• Task: Restate exactly, and only, the lines from the one with "Find the location of a particular element. The" through the end of the data, with both of those end lines kept. Drop any pictures.

--- Data provided ---

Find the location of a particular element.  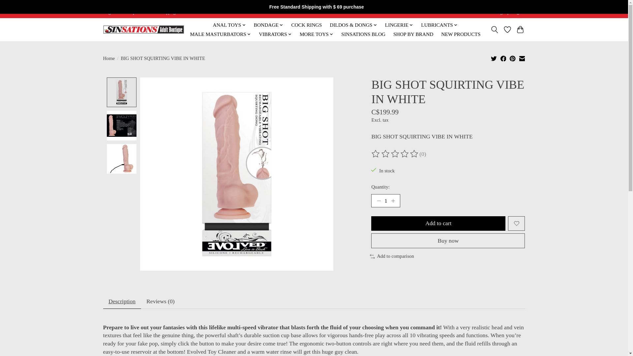

Share on Facebook is located at coordinates (503, 58).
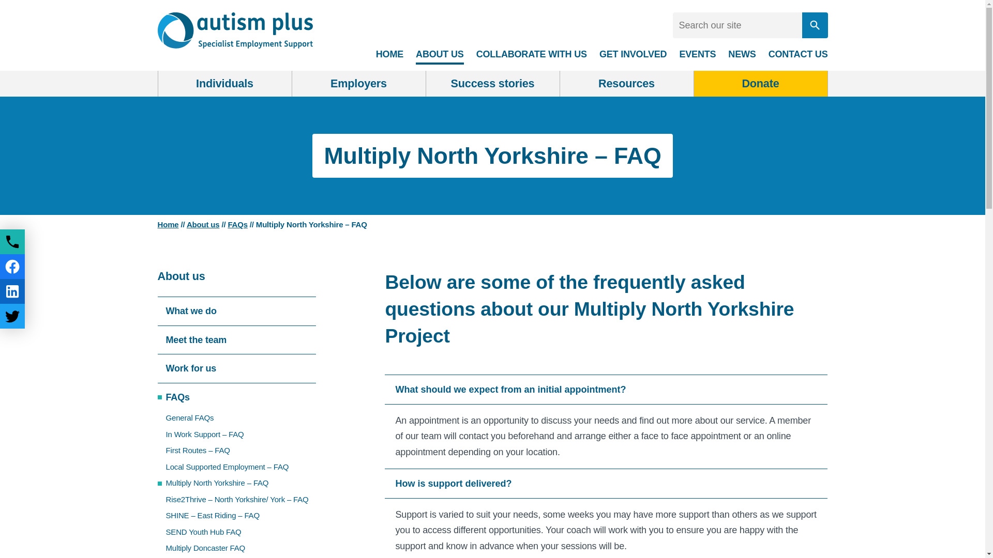 The height and width of the screenshot is (558, 993). Describe the element at coordinates (237, 224) in the screenshot. I see `FAQs` at that location.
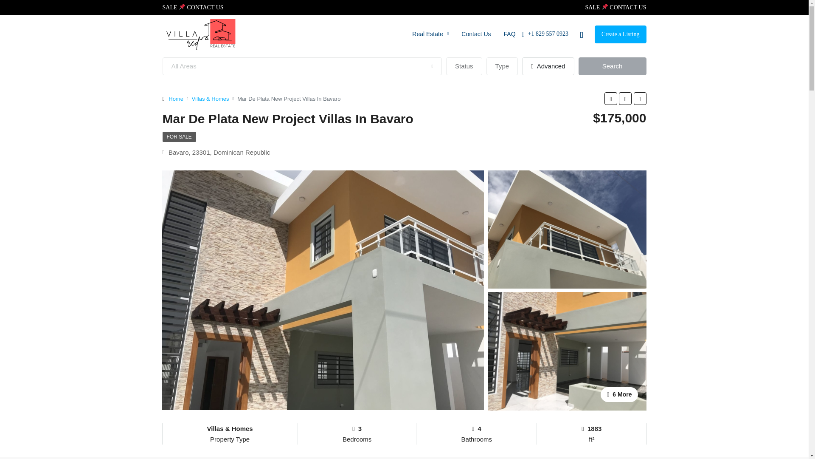 This screenshot has height=459, width=815. What do you see at coordinates (431, 34) in the screenshot?
I see `Real Estate` at bounding box center [431, 34].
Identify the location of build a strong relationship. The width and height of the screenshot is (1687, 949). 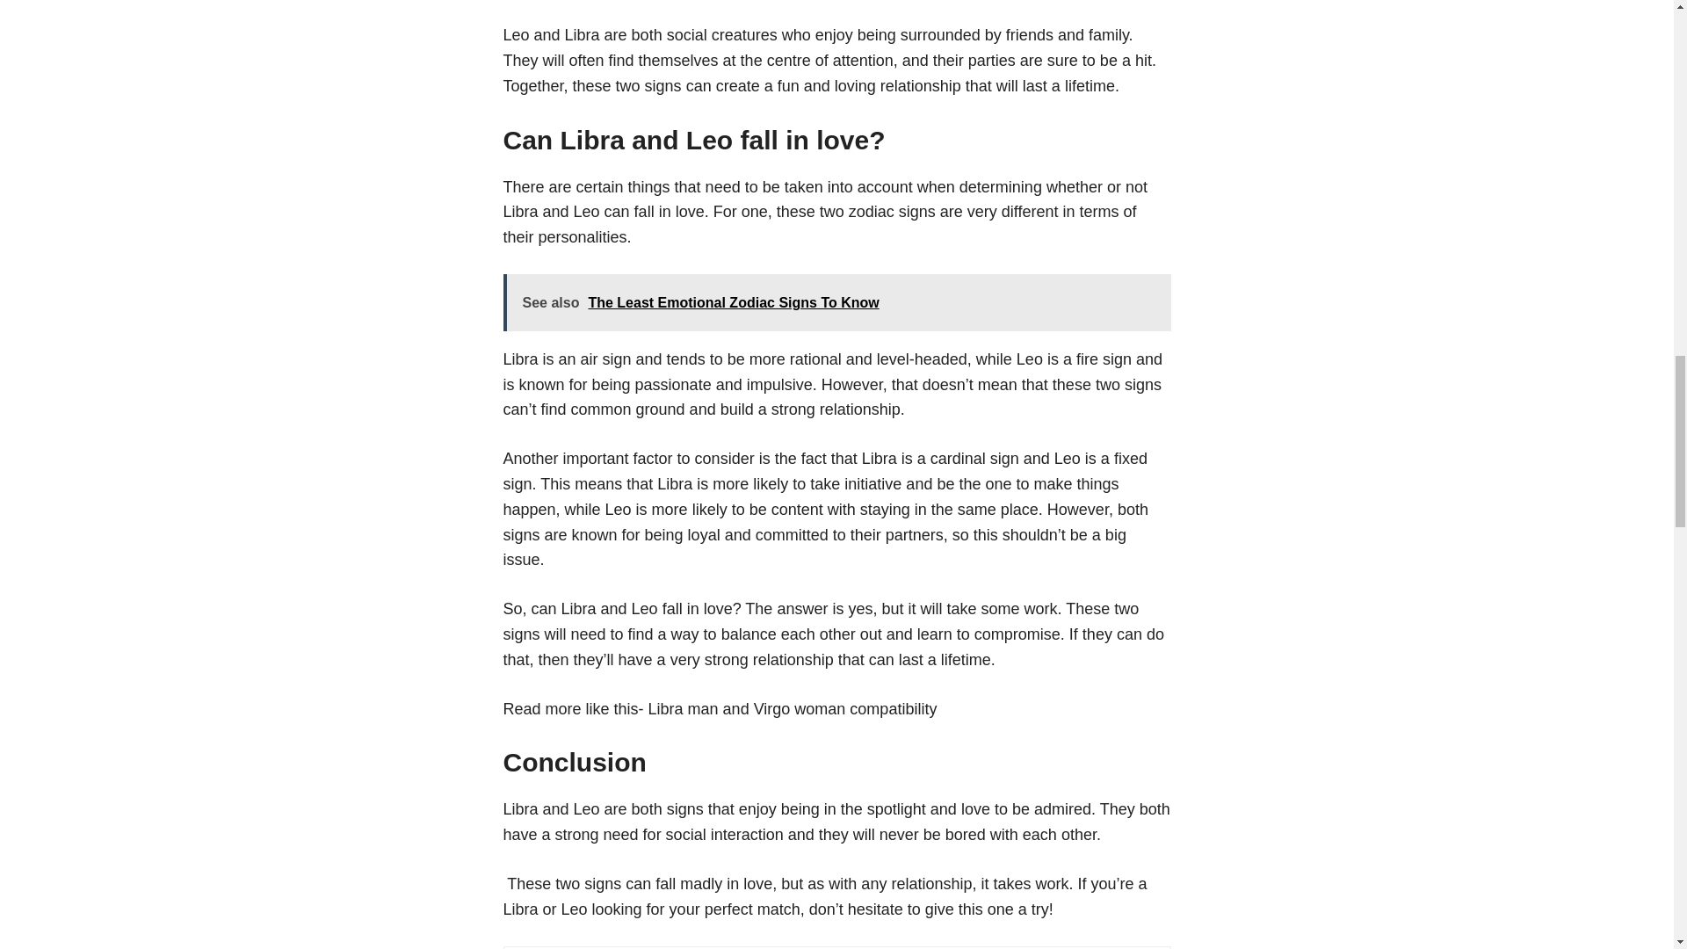
(810, 409).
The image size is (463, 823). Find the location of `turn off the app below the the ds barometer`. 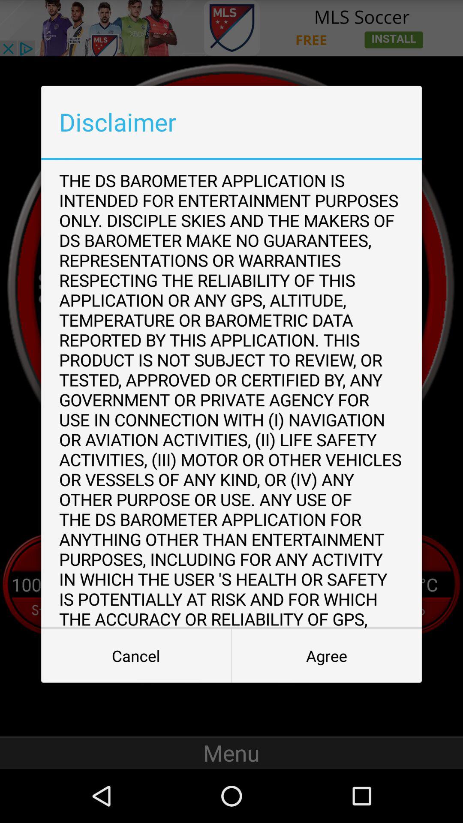

turn off the app below the the ds barometer is located at coordinates (327, 656).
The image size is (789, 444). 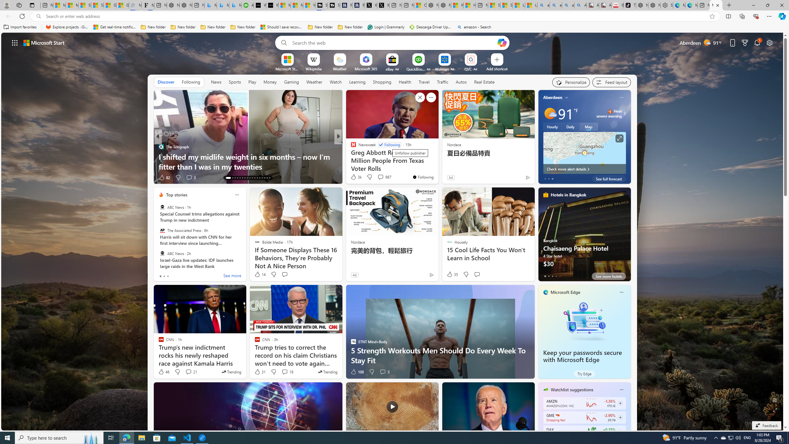 I want to click on See more hotels, so click(x=609, y=276).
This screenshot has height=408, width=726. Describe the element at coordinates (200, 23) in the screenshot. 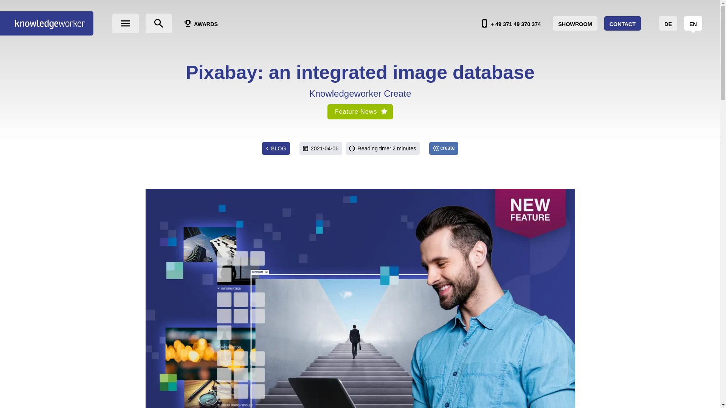

I see `Awards` at that location.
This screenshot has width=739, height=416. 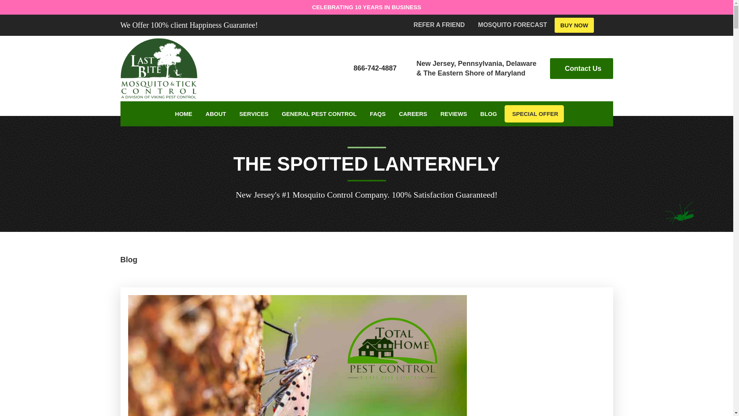 I want to click on MOSQUITO FORECAST, so click(x=512, y=25).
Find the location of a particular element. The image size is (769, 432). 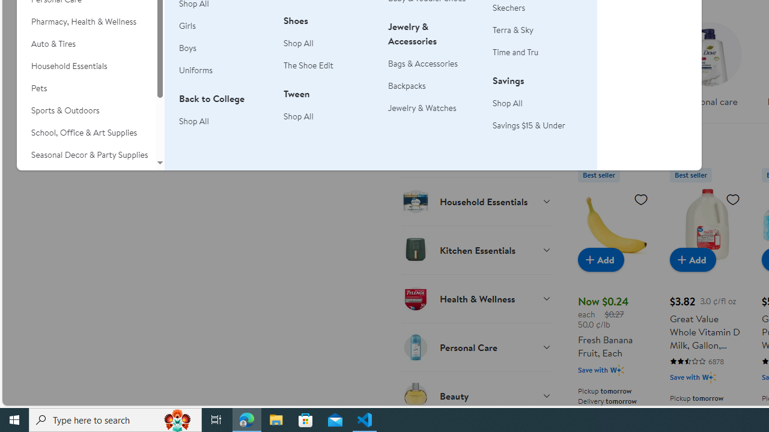

Pets is located at coordinates (86, 88).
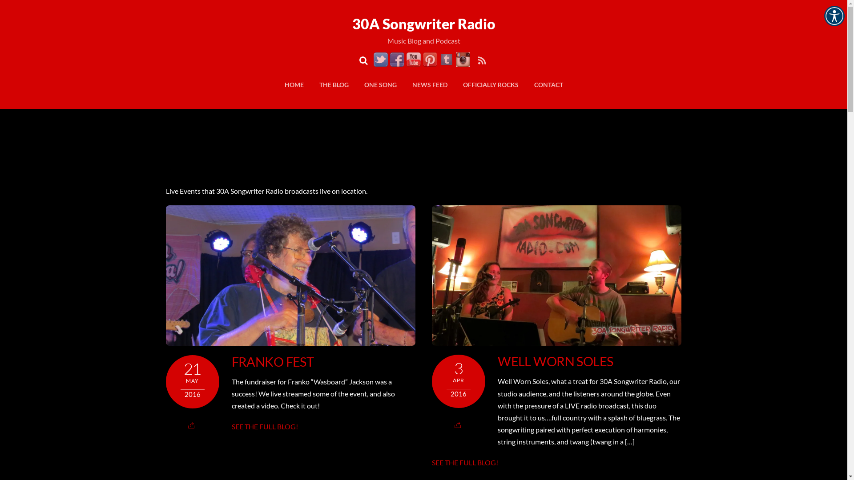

---

• Problem solution:
Find the location of a particular element. The image size is (769, 432). 

Pets is located at coordinates (86, 88).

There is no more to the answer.